Florida Is Back To Normal And Corporate Media Are Calling It A Hellscape

I sense an attitude of friendliness, and camaraderie with strangers rather than fear of them. Normality is alive and well in Florida, as much as corporate media don’t want to admit it.

If your perception of the world is based on what corporate media tells you, you might think Florida is overrun by wild spring break revelers who are running around killing people by flaunting COVID precautions.

“How spring break in South Beach spun out of control,” the Washington Post blared. The Associated Press reported “deaths” and “violence,” while “police have arrested hundreds of partiers involved in violence and property destruction” in South Beach.

Business Insider lumped “street fights, arrests, and maskless crowds” together in its description of the debauchery. On March 20, the city of Miami Beach established a state of emergency, complete with an 8 p.m. weekend curfew.

The narrative that “Florida Gov. Ron DeSantis’ ‘open-for-business’ policy is backfiring in Miami Beach,” as Slate suggested, is as lazy as it is inaccurate. I’m sure there are some ne’er-do-wellers in Miami, as in any other place on earth. But the corporate media is so busy trying to dunk on DeSantis’s successful and freedom-centric COVID-19 response, they won’t tell you what’s really going on in the Sunshine State.

I’ve spent the past week in Florida, and visited beach towns on both the Atlantic and Gulf coasts. I’ve seen cheerful street musicians, sailboats unloading in marinas, kids on playgrounds, and moms pushing strollers in seersucker dresses. I’ve seen a few groups of what look like spring breakers too, walking down sunny sidewalks or sitting at beachfront bars enjoying fresh fried seafood.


#### PROMPT:
Write out the whole listing exactly as it is written below.

#### MATERIAL SHOWN:

────────────────────────────────────────

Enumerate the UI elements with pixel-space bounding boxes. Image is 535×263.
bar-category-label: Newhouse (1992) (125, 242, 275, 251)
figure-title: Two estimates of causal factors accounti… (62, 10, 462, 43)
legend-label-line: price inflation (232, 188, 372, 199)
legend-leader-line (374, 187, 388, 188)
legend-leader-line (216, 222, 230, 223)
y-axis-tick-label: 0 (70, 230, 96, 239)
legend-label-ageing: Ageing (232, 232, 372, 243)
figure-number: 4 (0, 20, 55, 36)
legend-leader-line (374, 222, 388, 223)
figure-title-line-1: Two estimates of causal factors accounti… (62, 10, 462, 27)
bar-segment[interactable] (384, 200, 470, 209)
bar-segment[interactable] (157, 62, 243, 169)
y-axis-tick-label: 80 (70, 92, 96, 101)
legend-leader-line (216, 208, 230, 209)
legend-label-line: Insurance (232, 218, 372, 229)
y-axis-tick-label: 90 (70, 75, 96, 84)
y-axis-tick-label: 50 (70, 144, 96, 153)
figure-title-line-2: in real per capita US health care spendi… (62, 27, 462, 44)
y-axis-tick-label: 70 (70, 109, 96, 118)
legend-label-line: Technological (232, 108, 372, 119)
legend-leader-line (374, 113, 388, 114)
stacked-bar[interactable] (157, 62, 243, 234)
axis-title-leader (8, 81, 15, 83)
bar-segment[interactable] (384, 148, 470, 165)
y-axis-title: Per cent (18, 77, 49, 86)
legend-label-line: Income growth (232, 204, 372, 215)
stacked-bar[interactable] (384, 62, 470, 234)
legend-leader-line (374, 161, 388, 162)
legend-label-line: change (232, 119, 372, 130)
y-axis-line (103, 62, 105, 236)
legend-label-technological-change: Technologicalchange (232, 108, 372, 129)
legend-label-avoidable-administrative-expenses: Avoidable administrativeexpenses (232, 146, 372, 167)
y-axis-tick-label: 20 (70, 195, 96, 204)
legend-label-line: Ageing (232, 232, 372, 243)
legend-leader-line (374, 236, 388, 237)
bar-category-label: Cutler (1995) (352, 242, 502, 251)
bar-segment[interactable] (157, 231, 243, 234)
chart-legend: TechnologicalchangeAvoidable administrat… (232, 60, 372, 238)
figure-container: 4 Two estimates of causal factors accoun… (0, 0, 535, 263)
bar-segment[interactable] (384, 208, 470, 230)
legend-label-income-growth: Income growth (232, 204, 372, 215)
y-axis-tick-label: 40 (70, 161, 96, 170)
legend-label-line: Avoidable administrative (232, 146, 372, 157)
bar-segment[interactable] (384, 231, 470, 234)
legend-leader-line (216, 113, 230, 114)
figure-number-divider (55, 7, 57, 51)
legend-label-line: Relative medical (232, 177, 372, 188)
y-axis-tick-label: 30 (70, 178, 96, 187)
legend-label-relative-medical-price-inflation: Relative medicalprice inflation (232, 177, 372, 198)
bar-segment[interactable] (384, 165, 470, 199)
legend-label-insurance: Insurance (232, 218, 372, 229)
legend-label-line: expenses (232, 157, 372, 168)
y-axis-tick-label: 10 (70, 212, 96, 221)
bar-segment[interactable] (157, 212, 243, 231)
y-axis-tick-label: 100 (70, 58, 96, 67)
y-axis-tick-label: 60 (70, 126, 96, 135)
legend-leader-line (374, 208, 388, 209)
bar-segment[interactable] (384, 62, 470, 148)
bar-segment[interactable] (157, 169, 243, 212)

────────────────────────────────────────

#### SOLUTION TO THIS TASK:
Enumerate the UI elements with pixel-space bounding boxes. Image is 535×263.
bar-category-label: Newhouse (1992) (125, 242, 275, 251)
figure-title: Two estimates of causal factors accounti… (62, 10, 462, 43)
legend-label-line: price inflation (232, 188, 372, 199)
legend-leader-line (374, 187, 388, 188)
legend-leader-line (216, 222, 230, 223)
y-axis-tick-label: 0 (70, 230, 96, 239)
legend-label-ageing: Ageing (232, 232, 372, 243)
figure-number: 4 (0, 20, 55, 36)
legend-leader-line (374, 222, 388, 223)
figure-title-line-1: Two estimates of causal factors accounti… (62, 10, 462, 27)
bar-segment[interactable] (384, 200, 470, 209)
bar-segment[interactable] (157, 62, 243, 169)
y-axis-tick-label: 80 (70, 92, 96, 101)
legend-leader-line (216, 208, 230, 209)
legend-label-line: Insurance (232, 218, 372, 229)
y-axis-tick-label: 90 (70, 75, 96, 84)
y-axis-tick-label: 50 (70, 144, 96, 153)
figure-title-line-2: in real per capita US health care spendi… (62, 27, 462, 44)
y-axis-tick-label: 70 (70, 109, 96, 118)
legend-label-line: Technological (232, 108, 372, 119)
legend-leader-line (374, 113, 388, 114)
stacked-bar[interactable] (157, 62, 243, 234)
axis-title-leader (8, 81, 15, 83)
bar-segment[interactable] (384, 148, 470, 165)
y-axis-title: Per cent (18, 77, 49, 86)
legend-label-line: Income growth (232, 204, 372, 215)
stacked-bar[interactable] (384, 62, 470, 234)
legend-leader-line (374, 161, 388, 162)
legend-label-line: change (232, 119, 372, 130)
y-axis-line (103, 62, 105, 236)
legend-label-technological-change: Technologicalchange (232, 108, 372, 129)
legend-label-avoidable-administrative-expenses: Avoidable administrativeexpenses (232, 146, 372, 167)
y-axis-tick-label: 20 (70, 195, 96, 204)
legend-label-line: Ageing (232, 232, 372, 243)
legend-leader-line (374, 236, 388, 237)
bar-category-label: Cutler (1995) (352, 242, 502, 251)
bar-segment[interactable] (157, 231, 243, 234)
chart-legend: TechnologicalchangeAvoidable administrat… (232, 60, 372, 238)
figure-container: 4 Two estimates of causal factors accoun… (0, 0, 535, 263)
bar-segment[interactable] (384, 208, 470, 230)
legend-label-income-growth: Income growth (232, 204, 372, 215)
y-axis-tick-label: 40 (70, 161, 96, 170)
legend-label-line: Avoidable administrative (232, 146, 372, 157)
bar-segment[interactable] (384, 231, 470, 234)
legend-leader-line (216, 113, 230, 114)
figure-number-divider (55, 7, 57, 51)
legend-label-line: Relative medical (232, 177, 372, 188)
y-axis-tick-label: 30 (70, 178, 96, 187)
legend-label-relative-medical-price-inflation: Relative medicalprice inflation (232, 177, 372, 198)
bar-segment[interactable] (384, 165, 470, 199)
legend-label-insurance: Insurance (232, 218, 372, 229)
legend-label-line: expenses (232, 157, 372, 168)
y-axis-tick-label: 10 (70, 212, 96, 221)
bar-segment[interactable] (157, 212, 243, 231)
y-axis-tick-label: 100 (70, 58, 96, 67)
y-axis-tick-label: 60 (70, 126, 96, 135)
legend-leader-line (374, 208, 388, 209)
bar-segment[interactable] (384, 62, 470, 148)
bar-segment[interactable] (157, 169, 243, 212)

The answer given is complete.